I don’t mean to discount the real effort, perhaps even the genius, that these men put into trying to derive what these words meant, and into discovering whether they meant the same things in various times and places.
But the oral tradition — of the type by which Irenaeus received the Apostolic Faith from Polycarp, and he from John, and John from Jesus — simply provides a richer and more certain way to receive the “fullness of the faith.” By comparison, any attempt to reconstruct the faith — at a remove of more than a thousand years, and over the wider gulf of drastic cultural change — from mere textual analysis will produce…well, will produce a lot of widely-varying notions of what the original message was, and when it comes to scholarly research into this or that term, “two of a trade will never agree.” (Well…not “never.” But very very far from “always.”)
So I think your methodology — relying on McGrath, et alia, to have discovered in their text-based reconstructions of the faith things which somehow escaped the notice of men who spent months or years learning it (and many more years practicing it) from men who spent months or years learning it from the Apostles is just plain backwards. Instead of using it for Topic X because the Fathers are silent about Topic X, you’re using it when the Fathers are not silent about Topic X to try to prove the Fathers wrong about Topic X.
That’s like wanting to know the worldview of the Ramnulfid family in Acquitaine in the year 1100, and trying to figure it out by working backwards from a collection of modern and ancient French-English dictionaries…all the while ignoring that you have a thousand pages collected from the personal diaries of that family’s children and grandchildren including Elanor of Acquitaine and William III and Adelaide and Hugh Capet. And then, when you come up with a theory you’re fond of, you want to argue that Elanor and Bill and Adelaide and Hugh have it all wrong…?
In all of this, I’m not mentioning the fact that, when I first read the quotes from McGrath about how the Hebrews viewed sedaqa or saddiq, it seemed as if you were trying to argue for the Catholic view of righteousness or justification over and against the Protestant! Certainly I was unable, from what you cited, to find anything that wasn’t amenable to the faith as I know it. I certainly didn’t see how your accusation against Augustine followed from them. But that kind of thing is more up Bryan and David’s alleys, so perhaps they can say more.

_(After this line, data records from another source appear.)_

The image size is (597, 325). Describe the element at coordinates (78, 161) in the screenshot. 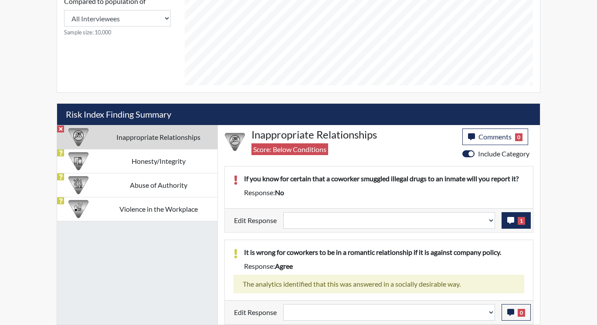

I see `img: CATEGORY%20ICON-11.a5f294f4.png` at that location.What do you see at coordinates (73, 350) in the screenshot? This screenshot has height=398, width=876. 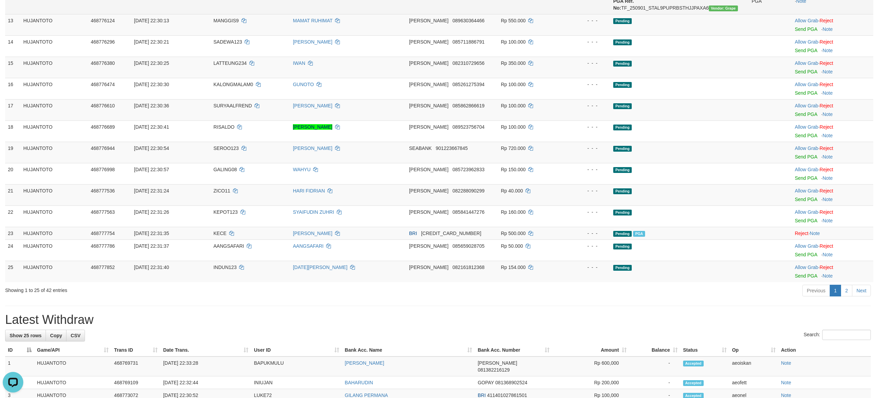 I see `th: Game/API: activate to sort column ascending` at bounding box center [73, 350].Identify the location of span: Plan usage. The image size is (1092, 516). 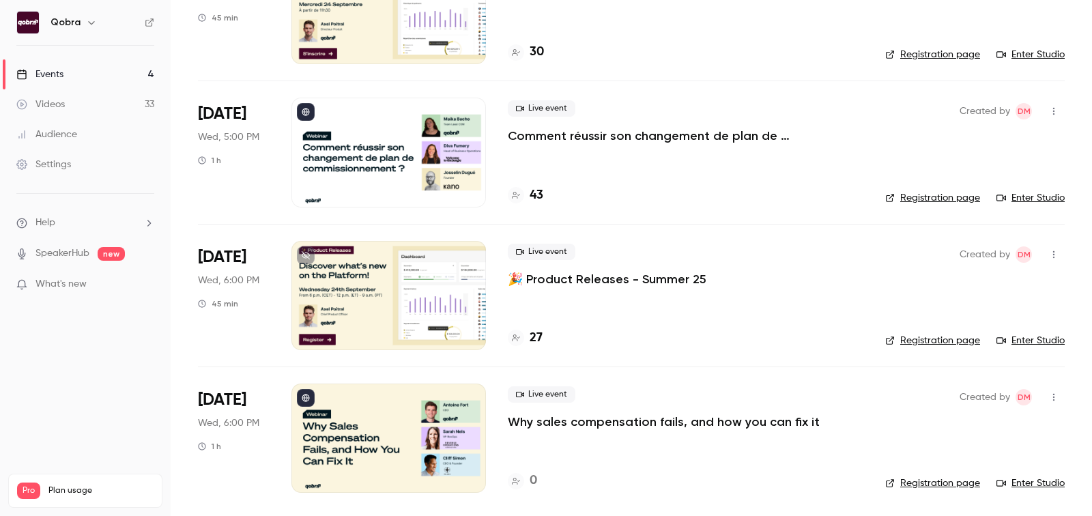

But I thought I should comment on your overall procedure and how very backwards it seems to me, preferring what is less-reliable, more prone to scholarly error, over-and-above the very evidence that those scholars ought to be using to check their work.
They ought to say, “If I had been asked to sum up certain theological topics on the basis of my reading of the Bible, I would never have described it the way I find Origen, Tertullian, John Chrysostom, Athanasius, Irenaeus, Clement, Ignatius, and the rest of these fellows do. Sure, they disagree — with no clear majority — in some areas or are silent about others: Those are the points where I am forced to rely on my own best reading. And there are some areas where my Bible-reading produces the same resulting expressions of faith as they use…which means I must have read correctly. But in areas where their view disagrees with my own, unanimously or nearly-so, I am forced to conclude that no matter how clever my own exegesis and how ample my scholarly resources, I am probably missing something.”